This story starts out being about me. Facebook reminded me this morning that it had been five years since my brother, Clay, and I went to visit the Art Institute of Chicago. It was quite inspiring for me, and probably more so for Clay, an artist who paints with oils.
One of my favorite paintings was of a woman lying on a bed in a boat, her long blonde hair fanned out around her. She appeared to be asleep or dead. The caption accompanying the painting led me to believe she was being returned to her home by boat for her funeral. A man piloting the boat was dressed like the Grim Reaper. I remember the details of the painting were sort of romantic and haunting. I took a photo of the painting with my phone but failed to note the name of the work or the artist.

Which has bugged me ever since. So today when Facebook nudged me with the photo of the painting once more, I did an online search for the painting using words I would use to describe it such as funeral, boat, dead blonde. I have done this same search numerous times, and I have never found the painting.
I gave up on Bing and tried Google. Then a pop-up appeared suggesting I could upload an image to search. Would that work? I took my low-resolution image that Facebook saved and put it in the image search box. Voila! Immediately it found the artist and the name of the painting. It was called “The Beautiful Elaine.” Wouldn’t have gotten that in a million years.
It turns out I am not the only one who was haunted by “Elaine.” The artist, Toby Edward Rosenthal, was born in West Prussia in 1848, and his family moved to San Francisco when he was ten.
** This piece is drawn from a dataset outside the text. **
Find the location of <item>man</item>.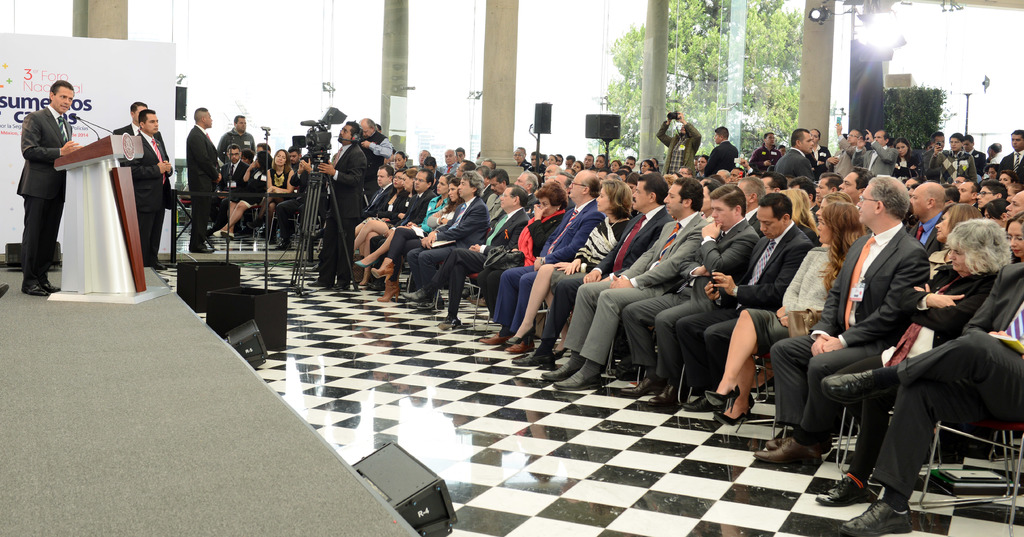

His artistic talent became apparent early in his life, and he was sent to Munich at age sixteen to study at the Royal Academy. His artistic style was true to the realism of the nineteenth century, and his dramatic portrayals often hinted at stories of romance, danger, abandonment, and death. You can read more about the artist here: Tobias Edward Rosenthal | The Society of California Pioneers.

While Rosenthal studied in Germany, he sent some of his work back to his parents who exhibited them at art fairs in San Francisco. This led to a commission by a wealthy San Francisco banker, a Mr. Parrott. He wanted a portrait based on Alfred Lord Tennyson’s epic poem, Idylls of the King. Tennyson was the British poet laureate during Queen Victoria’s reign. I remember Lord Tennyson’s distinctive mug from playing the card game “Authors” as a child.
Idylls of the King included a story about the legendary Elaine, who died from her unrequited love of Lancelot. Yes, that Lancelot, whose obsession with Queen Guinevere mucked up King Arthur’s Camelot and the Knights of the Roundtable.
I also ran across an earlier version of this Elaine, which I prefer. Her Daddy had his own castle, and Lancelot showed up to compete in a tournament, fighting against King Arthur’s men while in disguise. He wins but is wounded, and Elaine helps him get back on his feet. She is smitten, but his heart still belongs to Guinevere, so she tricks him with a magic potion or two, and he ends up marrying her and fathering her children. The eldest becomes a more successful knight than even Lancelot. Of course, this version doesn’t end with her floating on a barge down the Thames toward Camelot clutching a farewell letter and a lily.
This is not the only legend, poem, or painting dedicated to Elaine. She is sometimes called the Lady of Shallot.
I digress. Back to Toby Rosenthal’s painting. His benefactor, Mr. Parrott, grew tired of Toby’s delays and demands for more money, so he commissioned another artist to paint what he wanted. Rosenthal sold his finished painting to a Mrs. Johnson, who paid several times the original commissioned price. The painting was later exhibited in San Francisco, and large crowds lined up daily for twelve days to see the dramatic painting of the tragic Elaine. Rosenthal’s proud parents were in daily attendance at the public frenzy surrounding the exhibit. Then the painting was stolen! The crowds lined up to view the empty frame. You can’t make this stuff up.
The thief was caught, the painting returned, and over ten thousand people viewed it. The painting won a gold medal at the Philadelphia Centennial Exhibition in 1876. Eventually, it was purchased by Mrs. Maurice Rosenfeld, a Chicagoan, who donated it to the Art Institute in 1917 where I saw it one hundred years later.
If this doesn’t read like a Historical Romance novel, I don’t know what does. No wonder I couldn’t forget the image of Toby Rosenthal’s painting, and I didn’t know half of the story. Perhaps this is the reason I put a nineteenth-century painting in my latest novel in progress.